The Syrians, Christians and Moslems, endeavored to translating the works of Platon, Aristotle, Galen, Plutarch, and Plotin (the Enneades that summarize Aristotle’s theology). Geometry of Euclides, astronomy and medicine are taught in freshly built Arabic universities. In the 7th century, Al Kindi wrote: “Though the Greek scholars fell short in sciences, they opened up the instruments for acceding to multiple types of knowledge.” Al Farabi insisted on the necessity of separating intellectual speculation from rational reflection. Ibn Sina (Avicenna) wrote in the 10th century, 300 manuscripts, of which 50 are in scientific fields and 40 in medicine; one particular medical book, the “Canon of medicine” was taught in western Europe as a fundamental course till the 18th century. The physician Ibn Zhur (Avenzoar), living in Andalusia, is reputed in all Europe. The geographer Al Idrissi is considered in Europe as the “geography professor”. Ibn Bajja made the apology of sciences and learned people; he said: “Ignorant people see the world as if they lived in a cavern and the only light they received was a diffused one: They could discriminate among colors, and thus, have no coherent knowledge of the real nature.”

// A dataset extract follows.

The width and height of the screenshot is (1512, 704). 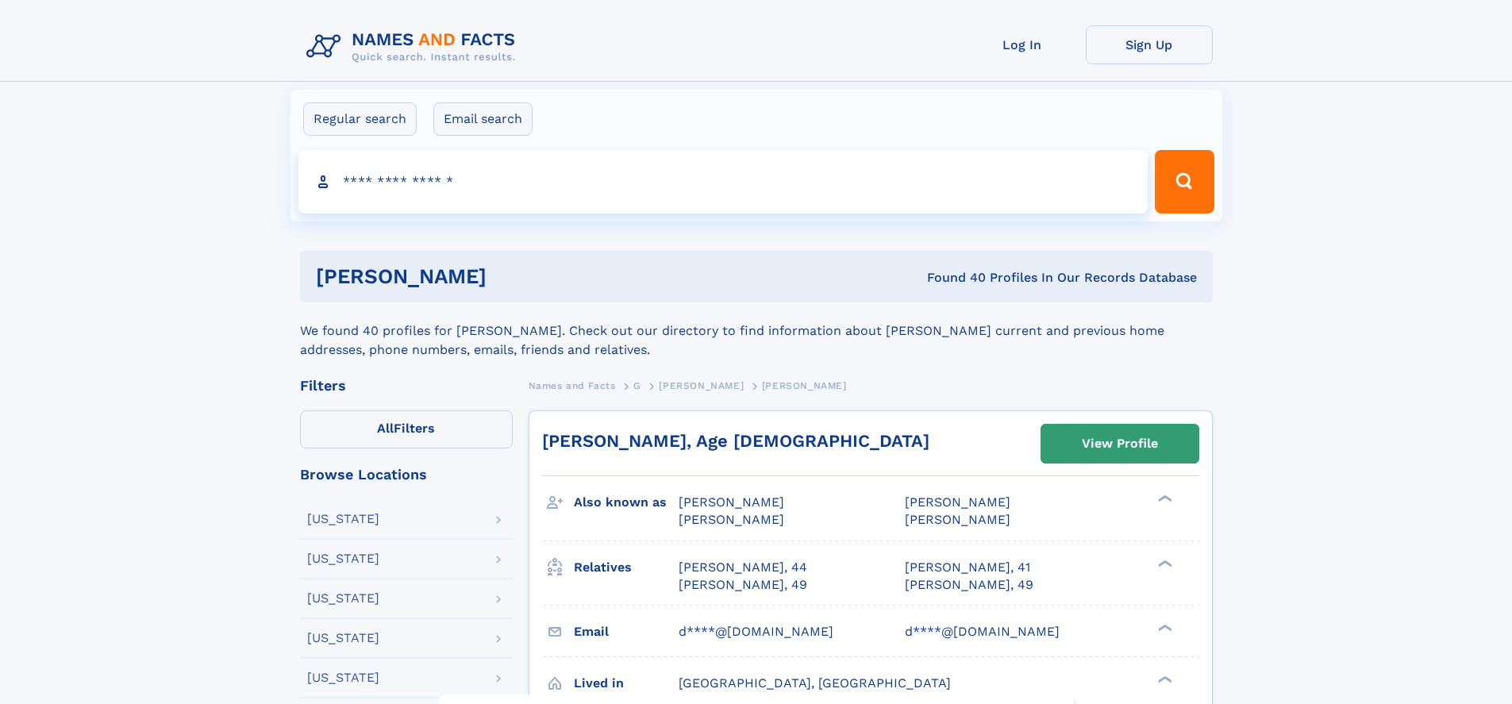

In the 12th century, many tribes in Central Asia and the Caucasus converted to Islam and were the backbone of the Islamic army by then. These new converts believed literally in the Koran and refused any rational interpretations or commentaries. Islamic civilization started its steady decline since then, except in Iran and Andalusia (Spain).

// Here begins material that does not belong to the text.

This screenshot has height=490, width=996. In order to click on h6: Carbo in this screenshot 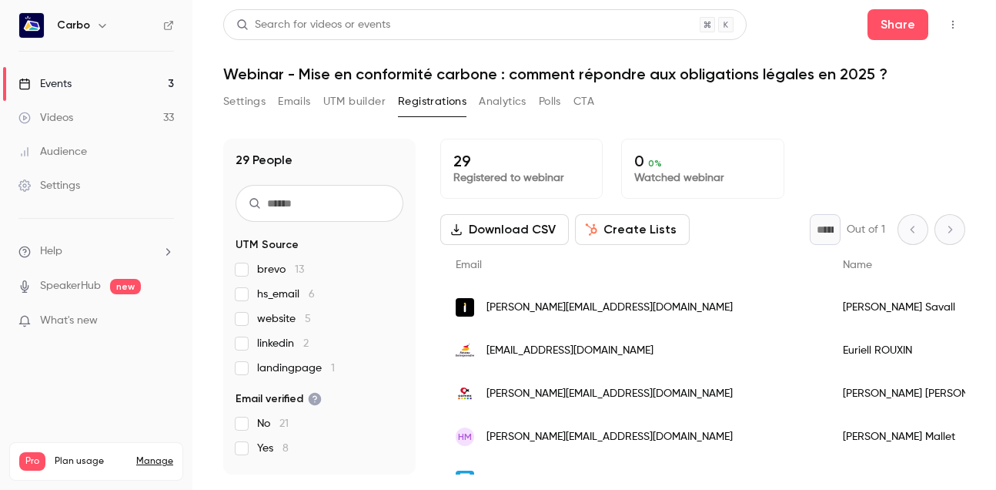, I will do `click(73, 25)`.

Papal Rome, backed by rich merchants, galvanized the Christians into a series of crusading campaigns in the Near East. The official purpose was to liberating Jerusalem from the Moslem “infidels”; the tacit goal was capturing Egypt for direct maritime route for the spice and aroma trade coming from Far Eastern Asia Islands. The rich merchant families and nobility in Europe got addicted to spices and aromatic products and prices were increasing by frequent wars along the land caravans in Moslem Kingdoms. Three targeted campaigns to invading Egypt failed and the merchants were reluctant to investing in the established mini Christian Kingdoms in the Near East. The fourth crusading campaign in 1204 sacked Constantinople and reduced the Byzantine Emperors to figure heads.

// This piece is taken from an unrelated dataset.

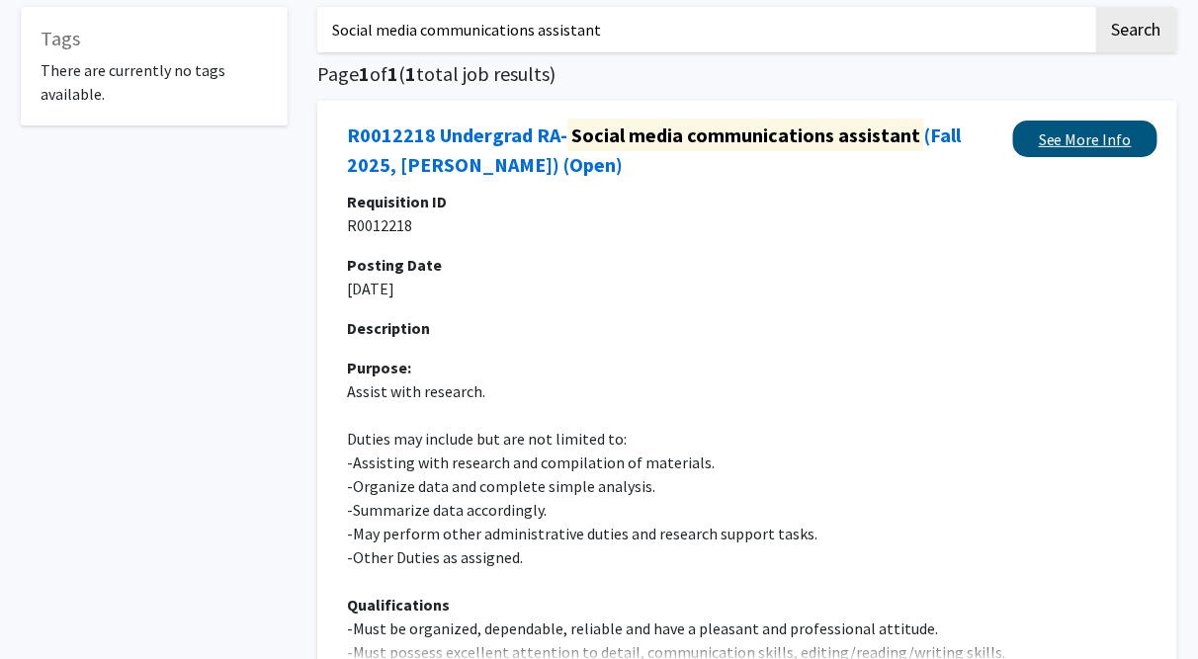 Image resolution: width=1198 pixels, height=659 pixels. I want to click on b: Purpose:, so click(379, 368).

Then Ibn Rushd was born in the 12th century in Cordoba (Islamic Andalusia) and wrote: “Have no fear searching for truth in sciences. Truth cannot contradict truth; sciences is in accord with God’s revelations; God has nothing to fear when you use your rational intelligence to discovering the universe and the causes of phenomenon”: That is basically what Ibn Rush (known as Averroes) tried to convey to civilization through his abundant writings in medicine, sciences, astronomy, philosophy, jurisprudence, and theology. Ibn Rush, known as “Al hafid” (the grandson of the famous judge of the city) published abundant books; among them, 88 volumes on Aristotle’s works in 20,000 pages supplied with commentary and interpretation.
Moise ibn Maimuna (Maimonides), 12 years younger than Ibn Rushd and originally from Cordoba, was at the period settled in Cairo and was the official physician of the Caliph. Maimonides was the direct beneficiary of Ibn Rushd rational and scientific works. He wrote: “We may dispense of Platon’s works: Aristotle’s works suffice since they are the foundations and roots of scientific rational methods. Aristotle’s works cannot be comprehended without the commentaries of Ibn Rushd.”
In 1497, Papal Rome encouraged the institution of a university in Padoua (Italy) to teaching Aristotle’s works and be translated directly from ancient Greek. It was a strategy of ignoring the influence of Islamic culture that was spreading in Catholic Europe. The Renaissance scholars dared not communicate the sources and references of their knowledge and learning. Since then, European scholars have continued this custom of deliberately ignoring seven centuries of Islamic civilizations when accounting for western Europe civilization.